● **DIRECTIONS FOR THIS TASK**:
The reply should return the data in full, exactly as written.
-*-*-
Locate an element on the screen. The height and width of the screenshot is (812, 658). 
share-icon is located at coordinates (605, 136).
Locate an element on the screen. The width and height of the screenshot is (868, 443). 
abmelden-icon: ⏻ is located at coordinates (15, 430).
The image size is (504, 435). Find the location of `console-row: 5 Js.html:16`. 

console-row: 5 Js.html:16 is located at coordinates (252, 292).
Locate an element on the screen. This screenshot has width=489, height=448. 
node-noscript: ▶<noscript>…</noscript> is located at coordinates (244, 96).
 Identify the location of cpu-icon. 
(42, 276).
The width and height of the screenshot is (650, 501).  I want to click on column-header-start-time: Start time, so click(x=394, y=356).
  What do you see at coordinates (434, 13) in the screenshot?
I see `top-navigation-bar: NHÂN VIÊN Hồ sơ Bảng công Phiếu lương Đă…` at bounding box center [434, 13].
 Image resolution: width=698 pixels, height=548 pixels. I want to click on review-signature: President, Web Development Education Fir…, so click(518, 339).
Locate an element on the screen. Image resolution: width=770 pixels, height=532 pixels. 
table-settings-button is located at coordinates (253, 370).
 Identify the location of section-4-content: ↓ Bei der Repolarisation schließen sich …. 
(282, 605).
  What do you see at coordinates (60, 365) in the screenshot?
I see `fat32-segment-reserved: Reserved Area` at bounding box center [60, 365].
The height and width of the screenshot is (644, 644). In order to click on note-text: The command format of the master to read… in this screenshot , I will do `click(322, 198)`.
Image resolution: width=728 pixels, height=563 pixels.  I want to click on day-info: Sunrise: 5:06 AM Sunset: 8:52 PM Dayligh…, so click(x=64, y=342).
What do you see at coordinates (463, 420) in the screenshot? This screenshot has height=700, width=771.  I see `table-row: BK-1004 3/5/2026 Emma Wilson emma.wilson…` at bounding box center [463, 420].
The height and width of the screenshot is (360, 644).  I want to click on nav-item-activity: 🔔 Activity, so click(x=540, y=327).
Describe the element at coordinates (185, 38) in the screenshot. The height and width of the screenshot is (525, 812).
-*-*-
● **WRITTEN ANSWER**:
Locate an element on the screen. The height and width of the screenshot is (812, 658). 
share-icon is located at coordinates (605, 136).
Locate an element on the screen. The width and height of the screenshot is (868, 443). 
abmelden-icon: ⏻ is located at coordinates (15, 430).
The image size is (504, 435). Find the location of `console-row: 5 Js.html:16`. 

console-row: 5 Js.html:16 is located at coordinates (252, 292).
Locate an element on the screen. This screenshot has width=489, height=448. 
node-noscript: ▶<noscript>…</noscript> is located at coordinates (244, 96).
 Identify the location of cpu-icon. 
(42, 276).
The width and height of the screenshot is (650, 501).  I want to click on column-header-start-time: Start time, so click(x=394, y=356).
  What do you see at coordinates (434, 13) in the screenshot?
I see `top-navigation-bar: NHÂN VIÊN Hồ sơ Bảng công Phiếu lương Đă…` at bounding box center [434, 13].
 Image resolution: width=698 pixels, height=548 pixels. I want to click on review-signature: President, Web Development Education Fir…, so click(518, 339).
Locate an element on the screen. Image resolution: width=770 pixels, height=532 pixels. 
table-settings-button is located at coordinates (253, 370).
 Identify the location of section-4-content: ↓ Bei der Repolarisation schließen sich …. 
(282, 605).
  What do you see at coordinates (60, 365) in the screenshot?
I see `fat32-segment-reserved: Reserved Area` at bounding box center [60, 365].
The height and width of the screenshot is (644, 644). In order to click on note-text: The command format of the master to read… in this screenshot , I will do `click(322, 198)`.
Image resolution: width=728 pixels, height=563 pixels.  I want to click on day-info: Sunrise: 5:06 AM Sunset: 8:52 PM Dayligh…, so click(x=64, y=342).
What do you see at coordinates (463, 420) in the screenshot? This screenshot has height=700, width=771.  I see `table-row: BK-1004 3/5/2026 Emma Wilson emma.wilson…` at bounding box center [463, 420].
The height and width of the screenshot is (360, 644).  I want to click on nav-item-activity: 🔔 Activity, so click(x=540, y=327).
Describe the element at coordinates (185, 38) in the screenshot. The height and width of the screenshot is (525, 812).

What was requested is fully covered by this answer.